SUNDAY REVIEW / BASEBALL: THE DINOSAUR YEARS

Baseball at Fort Pulaski, 1863
As Company H of the 48th New York Regiment posed for a photograph at Fort Pulaski in 1863, some of their comrades played baseball behind them. This is among the earliest photographs of baseball ever taken.
GUEST BLOG / By The American Battlefield Trust--The U.S. Civil War [1861-65] helped transform the game of baseball from a regional pastime in America's northeast into a national obsession that endures to this day. During frequent periods of downtime soldiers already familiar with the finer points of the game introduced their comrades to the sport.


Union prisoners pass the time
This Civil War-era lithograph depicts Union prisoners held at Camp Salisbury, North Carolina playing a game of baseball.
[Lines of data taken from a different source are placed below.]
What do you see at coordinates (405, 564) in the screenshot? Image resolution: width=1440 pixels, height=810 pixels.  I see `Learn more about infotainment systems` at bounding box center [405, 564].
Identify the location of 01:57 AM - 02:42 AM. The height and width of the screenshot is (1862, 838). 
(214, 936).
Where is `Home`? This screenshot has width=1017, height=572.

Casual baseball games in army camps and prisons helped spread the game's popularity throughout the country.

50 years later
In the decades after the Civil War, baseball was sometimes portrayed as force for national unity, bring together North and South in mutual love for the game. This illustration from a 1913 volume of "Puck" shows two Civil War veterans preparing to attend a double-header.
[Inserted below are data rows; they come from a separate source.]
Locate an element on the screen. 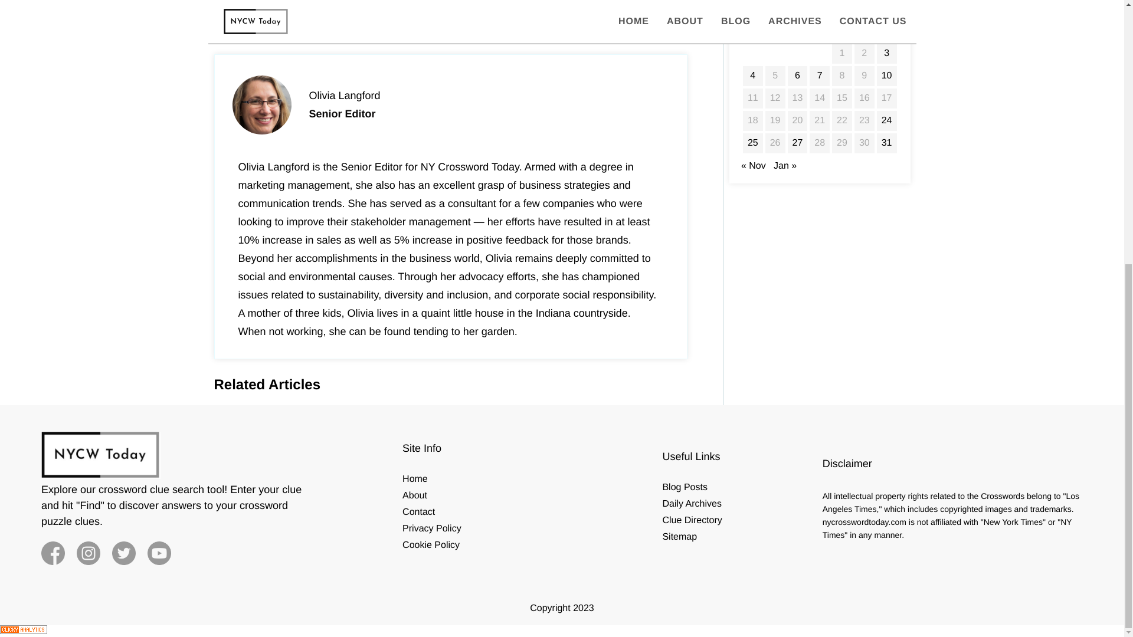 Image resolution: width=1133 pixels, height=637 pixels. Thursday is located at coordinates (819, 35).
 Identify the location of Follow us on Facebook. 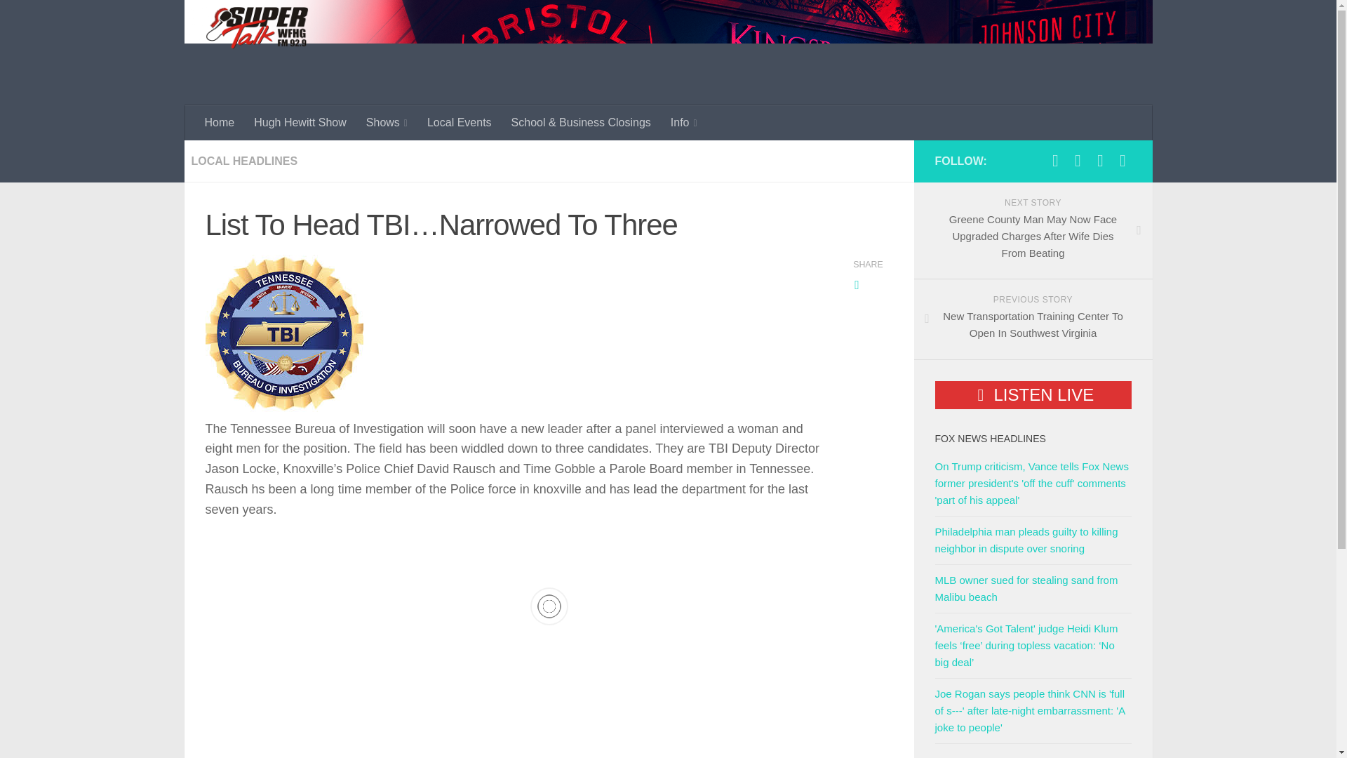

The Dreaded Atlantics. The first dated baseball card, according to the Library of Congress is an 1865 team photo of the (unidentified) Brooklyn Atlantics. Unlike baseball cards of today, this one is an original picture mounted on a card. The Baseball historians say the Brooklyn team created the card as a promotional stunt and because it was a frequent league champion.  
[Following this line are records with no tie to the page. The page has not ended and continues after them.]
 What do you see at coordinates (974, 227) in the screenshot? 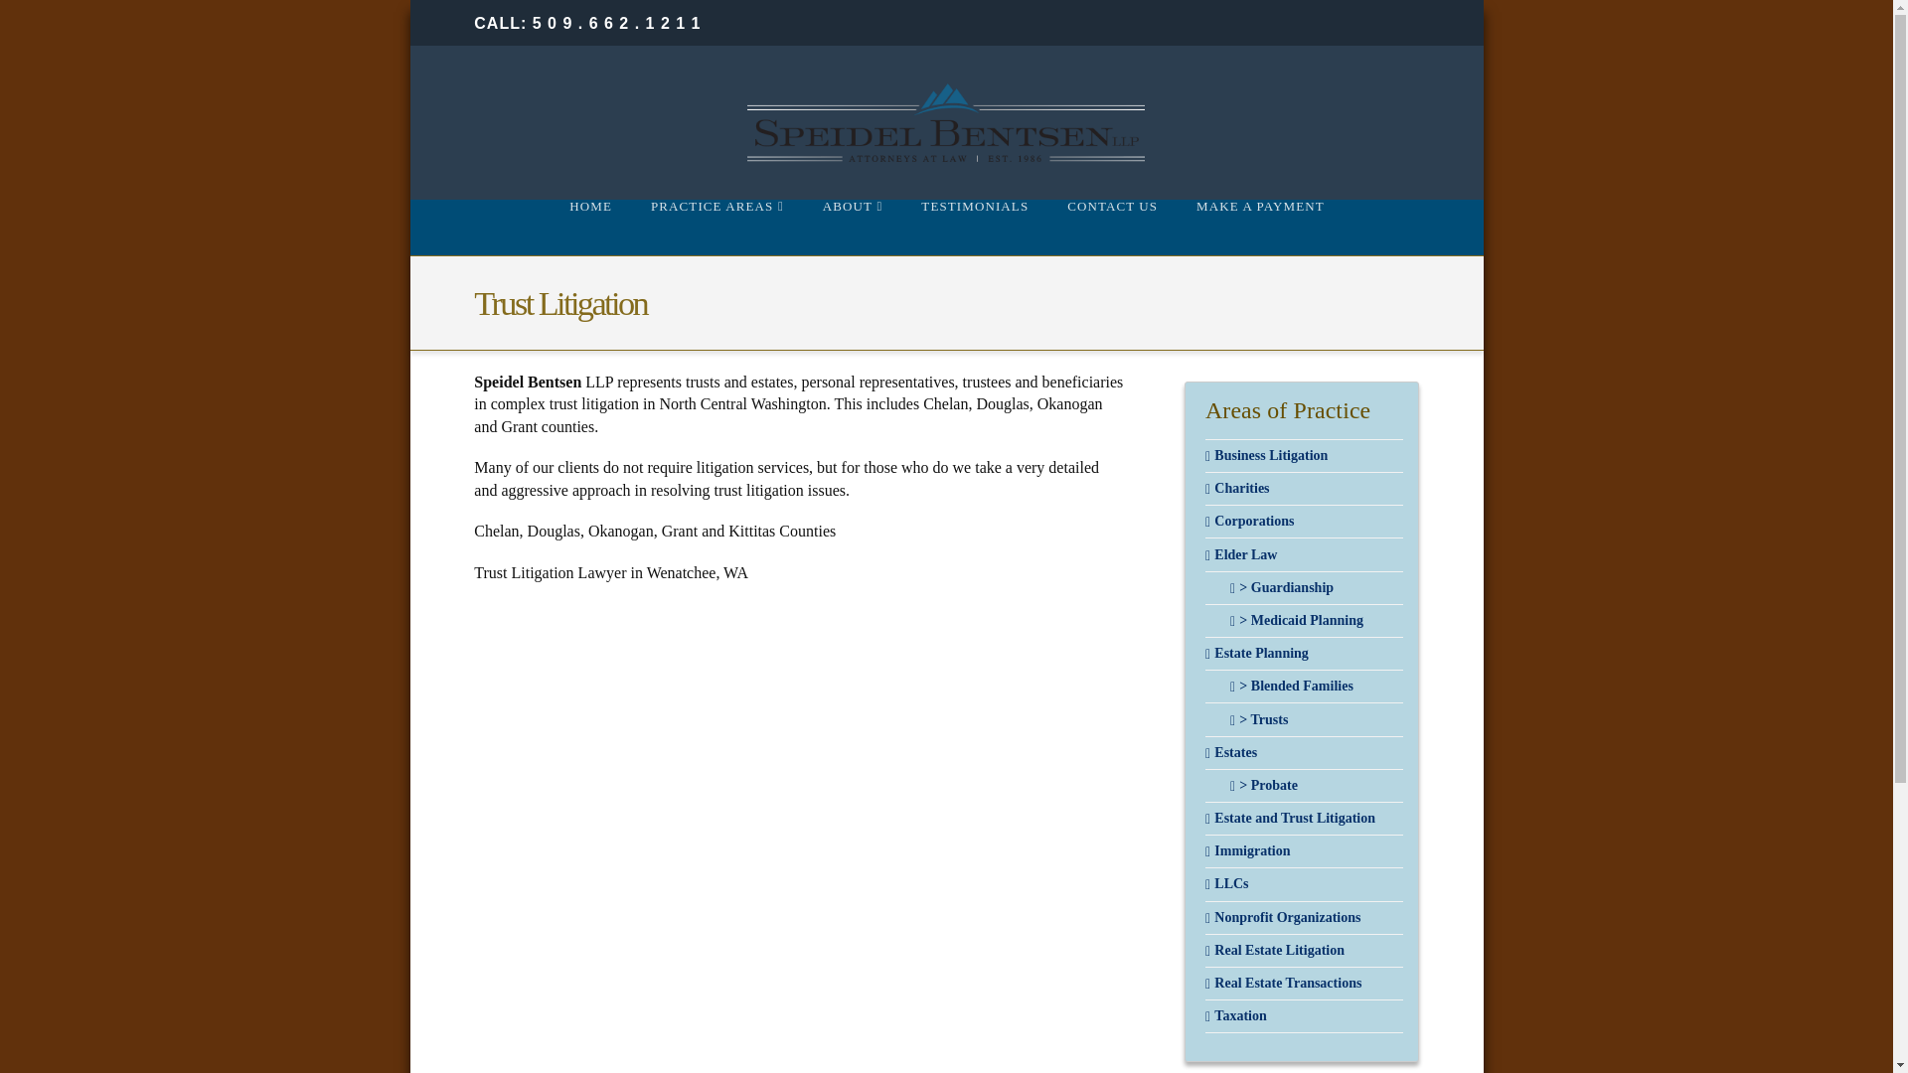
I see `TESTIMONIALS` at bounding box center [974, 227].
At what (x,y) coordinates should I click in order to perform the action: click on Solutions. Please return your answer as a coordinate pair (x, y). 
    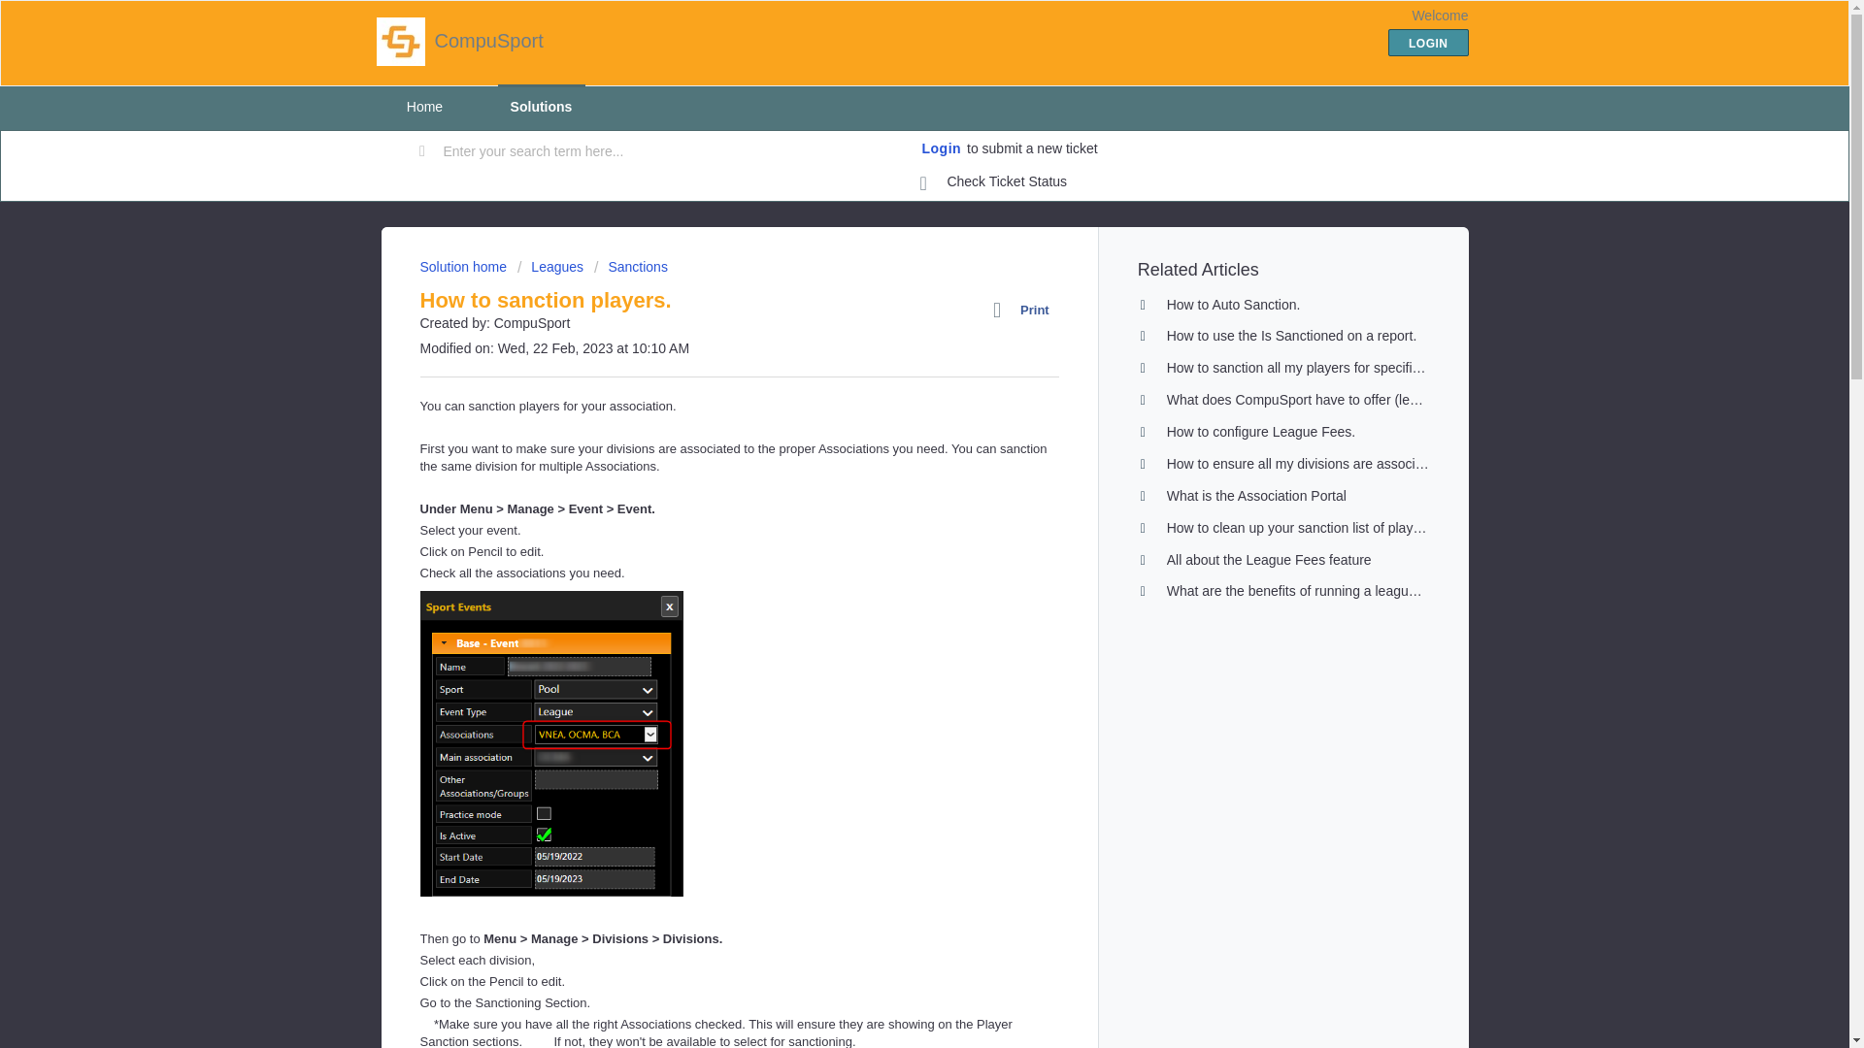
    Looking at the image, I should click on (541, 107).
Baseball’s Adam & Eve. Insists a well known myth, Abner Doubleday, who would serve as Robert Anderson's second-in-command at Fort Sumter and go on to command a division in the Army of the Potomac, invented baseball during an 1839 visit to Cooperstown, New York. In fact, the game of baseball evolved from various eighteenth and early-nineteenth bat-and-ball games, including the British game of "rounders." The Doubleday myth originated in the early 20th century through the work of the Mills Commission, which was set up by Major League Baseball leaders to discover (or invent) a purely American origin for baseball.  Posed next to Adam is Eve a.k.a. Mary Hewitt Doubleday.
Who was Frank Bancroft
During the first year of the Civil War, Frank Bancroft enlisted as a musician in a New Hampshire Regiment. During his time in the army Bancroft, who served under a false name due to his young age, was wounded in action. After the war, he made a name for himself as one of the most successful managers in baseball. In 1884 he managed the Providence Grays to victory over the New York Metropolitans in a three-game series that was the first championship series known as the "World Series."

Who was Octavius V. Catto

Born in 1839, Octavius V. Catto was an educator, civil rights activist, and baseball pioneer. During the Civil War, he helped recruit African Americans for the Union army. After the war, he helped lead a successful effort to desegregate public transportation in Pennsylvania, making use of civil disobedience tactics more than half-a-century before the birth of Martin Luther King Jr. In 1866 Catto helped found the Pythian Base Ball Club in Philadelphia when African Americans were denied membership in all-white organizations such as the Excelsior Base Bale Club. Tragically, on October 10, 1871, Catto fell victim to a white supremacist assassin.

Baseball as a political metaphor
Even before the war, Americans used terms and imagery from baseball to explain and describe events in other arenas of life. This 1860 political cartoon depicts that year's four presidential candidates as baseball players, with Lincoln emerging victorious.
Unloyal Opposition
The August 28 issue of the Richmond Times-Dispatch ran an article “Celebrating 150 years of Baseball in Richmond,” and mentioned the role of Richmond ice dealer Alexander G. Babcock as president of the 1866 Richmond “Pastime” baseball club.  A year earlier, Babcock (pictured above) had been a member of another kind of club: Col. John Singleton Mosby’s 43rd Battalion, Virginia Cavalry, known better as “Mosby’s Rangers.